Sunday, June 10, 2007

6/9 Pics & Forecast Mumblings

Today might present a decent little chase closer to home. I'm eyeing a couple of subtle outflow boundaries from around Tulia to Pampa. Instabilities are forecast to reach 2000+ in the TX PH today, particularly around those boundaries, with abit of storm-relative helicity values. Current satellite trends show that we will have strong insolation today to cook all of the ingredients up for a couple of good storms.

Tomorrow....ummmm....nothing there. LOL!

Tuesday has a good possibility for some supercells as the trough out west opens up and moves towards the TX PH and KS. How fast it does so is the wild card for where the best storms will be. The NAM is on crack with it's nil CAPE forecast...we should see at least 1500. Stay tuned for this possible event.

Beyond that, I'm not going to speculate at this point. The models are all over the place with solutions. I'm just not too lazy this morning to roll the bones and dissect the noise. It's easier to let things sort themselves out until we get some semblence of agreement among the models.

Yesterday's chase was "ok" and not quite what I hoped for. The moisture and storms just didn't quite get in sync until near dark and by that time, they quickly formed a squall. At one point near Ulysses, KS, the severe storm there took on an interesting characteristic and just almost caused me to call in a possible developing tornado. You'll see that in the pics below.
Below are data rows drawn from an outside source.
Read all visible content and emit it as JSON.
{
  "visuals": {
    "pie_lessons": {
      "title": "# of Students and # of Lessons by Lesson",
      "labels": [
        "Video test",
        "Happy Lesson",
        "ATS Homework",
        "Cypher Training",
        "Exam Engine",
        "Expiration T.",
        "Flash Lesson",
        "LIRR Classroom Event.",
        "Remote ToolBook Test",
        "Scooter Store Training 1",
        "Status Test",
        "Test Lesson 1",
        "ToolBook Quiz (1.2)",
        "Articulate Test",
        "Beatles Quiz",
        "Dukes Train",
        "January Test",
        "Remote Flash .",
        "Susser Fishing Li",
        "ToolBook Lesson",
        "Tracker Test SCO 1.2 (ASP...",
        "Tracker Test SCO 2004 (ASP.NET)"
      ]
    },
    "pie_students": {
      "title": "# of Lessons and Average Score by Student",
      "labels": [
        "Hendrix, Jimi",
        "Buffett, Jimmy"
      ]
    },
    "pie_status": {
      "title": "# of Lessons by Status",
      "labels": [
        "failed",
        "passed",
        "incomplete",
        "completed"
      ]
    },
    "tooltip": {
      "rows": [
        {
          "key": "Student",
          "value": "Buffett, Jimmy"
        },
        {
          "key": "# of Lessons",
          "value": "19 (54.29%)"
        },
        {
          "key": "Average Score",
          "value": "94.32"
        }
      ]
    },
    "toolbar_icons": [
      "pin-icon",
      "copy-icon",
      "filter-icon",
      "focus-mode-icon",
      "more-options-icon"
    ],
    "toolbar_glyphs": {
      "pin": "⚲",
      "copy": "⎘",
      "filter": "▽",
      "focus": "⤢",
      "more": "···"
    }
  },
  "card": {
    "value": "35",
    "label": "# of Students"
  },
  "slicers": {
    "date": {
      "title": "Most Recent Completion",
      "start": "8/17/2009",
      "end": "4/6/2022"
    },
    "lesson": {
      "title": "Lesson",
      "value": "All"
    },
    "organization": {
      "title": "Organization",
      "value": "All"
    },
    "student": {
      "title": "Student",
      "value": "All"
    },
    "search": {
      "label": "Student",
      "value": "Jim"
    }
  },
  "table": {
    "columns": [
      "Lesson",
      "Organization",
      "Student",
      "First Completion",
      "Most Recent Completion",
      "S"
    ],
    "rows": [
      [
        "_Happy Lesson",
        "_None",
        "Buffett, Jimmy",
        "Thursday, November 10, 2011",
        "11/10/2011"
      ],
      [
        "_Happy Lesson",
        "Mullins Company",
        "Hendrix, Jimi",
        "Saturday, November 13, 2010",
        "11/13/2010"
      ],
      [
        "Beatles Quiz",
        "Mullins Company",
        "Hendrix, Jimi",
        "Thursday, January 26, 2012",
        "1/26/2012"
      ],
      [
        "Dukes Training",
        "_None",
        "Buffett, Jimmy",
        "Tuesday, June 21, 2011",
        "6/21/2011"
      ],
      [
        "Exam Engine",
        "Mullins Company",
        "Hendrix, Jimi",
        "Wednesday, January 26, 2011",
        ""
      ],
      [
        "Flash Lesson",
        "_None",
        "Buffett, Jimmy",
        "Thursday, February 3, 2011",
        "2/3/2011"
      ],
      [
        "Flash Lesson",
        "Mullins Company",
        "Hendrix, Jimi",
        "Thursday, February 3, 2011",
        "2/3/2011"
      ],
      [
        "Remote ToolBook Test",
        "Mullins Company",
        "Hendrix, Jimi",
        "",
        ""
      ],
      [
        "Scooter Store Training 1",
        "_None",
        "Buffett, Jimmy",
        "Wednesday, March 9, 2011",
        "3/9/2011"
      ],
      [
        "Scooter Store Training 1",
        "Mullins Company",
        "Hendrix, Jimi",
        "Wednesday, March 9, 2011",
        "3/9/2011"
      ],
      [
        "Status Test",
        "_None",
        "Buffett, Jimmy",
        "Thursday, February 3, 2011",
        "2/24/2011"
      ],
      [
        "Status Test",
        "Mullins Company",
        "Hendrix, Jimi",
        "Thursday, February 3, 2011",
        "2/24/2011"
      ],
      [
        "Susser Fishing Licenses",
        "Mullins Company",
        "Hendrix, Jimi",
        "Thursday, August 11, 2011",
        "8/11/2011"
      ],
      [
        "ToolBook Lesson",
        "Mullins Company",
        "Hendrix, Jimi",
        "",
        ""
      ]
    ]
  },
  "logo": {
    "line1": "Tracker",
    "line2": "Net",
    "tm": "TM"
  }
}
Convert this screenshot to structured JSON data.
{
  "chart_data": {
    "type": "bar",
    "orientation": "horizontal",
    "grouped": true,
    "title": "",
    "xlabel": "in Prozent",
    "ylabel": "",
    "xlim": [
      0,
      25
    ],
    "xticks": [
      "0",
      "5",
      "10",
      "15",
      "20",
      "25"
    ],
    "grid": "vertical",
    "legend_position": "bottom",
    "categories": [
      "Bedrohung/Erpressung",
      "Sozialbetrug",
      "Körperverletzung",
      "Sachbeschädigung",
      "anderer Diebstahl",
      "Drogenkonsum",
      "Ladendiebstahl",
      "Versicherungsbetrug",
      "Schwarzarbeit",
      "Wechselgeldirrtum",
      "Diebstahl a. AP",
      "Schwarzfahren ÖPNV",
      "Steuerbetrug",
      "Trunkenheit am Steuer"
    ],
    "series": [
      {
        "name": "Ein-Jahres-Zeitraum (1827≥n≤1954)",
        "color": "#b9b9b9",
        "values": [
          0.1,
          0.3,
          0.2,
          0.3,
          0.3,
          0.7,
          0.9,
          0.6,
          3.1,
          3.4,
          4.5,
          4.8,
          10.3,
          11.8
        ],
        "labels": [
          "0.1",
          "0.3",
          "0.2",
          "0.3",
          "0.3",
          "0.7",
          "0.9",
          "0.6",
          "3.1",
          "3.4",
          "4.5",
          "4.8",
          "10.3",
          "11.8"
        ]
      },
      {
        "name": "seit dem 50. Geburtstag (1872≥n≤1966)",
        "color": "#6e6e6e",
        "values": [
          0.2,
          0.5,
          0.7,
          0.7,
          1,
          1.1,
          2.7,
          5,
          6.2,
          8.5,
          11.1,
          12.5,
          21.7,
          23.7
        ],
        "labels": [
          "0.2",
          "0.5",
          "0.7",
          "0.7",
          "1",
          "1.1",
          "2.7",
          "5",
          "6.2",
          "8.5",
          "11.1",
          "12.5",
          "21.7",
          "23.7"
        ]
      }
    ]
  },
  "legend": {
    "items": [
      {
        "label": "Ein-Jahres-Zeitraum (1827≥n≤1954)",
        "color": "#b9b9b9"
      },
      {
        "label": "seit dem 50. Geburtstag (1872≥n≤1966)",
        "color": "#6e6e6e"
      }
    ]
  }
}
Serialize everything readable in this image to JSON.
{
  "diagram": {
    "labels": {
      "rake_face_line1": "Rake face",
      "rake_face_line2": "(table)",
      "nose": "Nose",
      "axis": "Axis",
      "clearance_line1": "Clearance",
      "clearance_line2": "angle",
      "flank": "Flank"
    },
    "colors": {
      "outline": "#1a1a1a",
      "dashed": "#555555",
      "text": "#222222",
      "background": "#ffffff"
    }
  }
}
In the gripe and moan department, I had terrible data problems yesterday. The data feed for GR3 decided to take a dump. The radar images were updating every 4-5 minutes, but were consistently 30-50 minutes old. I even rebooted the computer to see if that would help...I was that desperate. When I got home, I tried GR3 on the desktop and had the same problem. AS Rick pointed out in the comments yesterday, it is apparently a NWS data feed problem. Fortunately, my data connection was pretty solid most of the time so I got COD and NWS radar images off the internet.

WxWorx was a pain in the butt too. I'd look down to see a stale image and then a red button on "XmLink". It would do this off and on the entire evening. When I got home, I discovered that one of my antenna cables had come loose and was sitting right on top of the XM antenna puck. LOL!! On top of that, the biting flies in Kansas were pretty vicious and ravenous little buggers. Even with a good dose of insect repellent, they would keep finding a place I didn't spray and "notify" me about it. Next time, I'm bringing a flame thrower. ;-)

OK....some pics!

Near Kendall, KS. The wheat fields up there were amazing...a sea of gold.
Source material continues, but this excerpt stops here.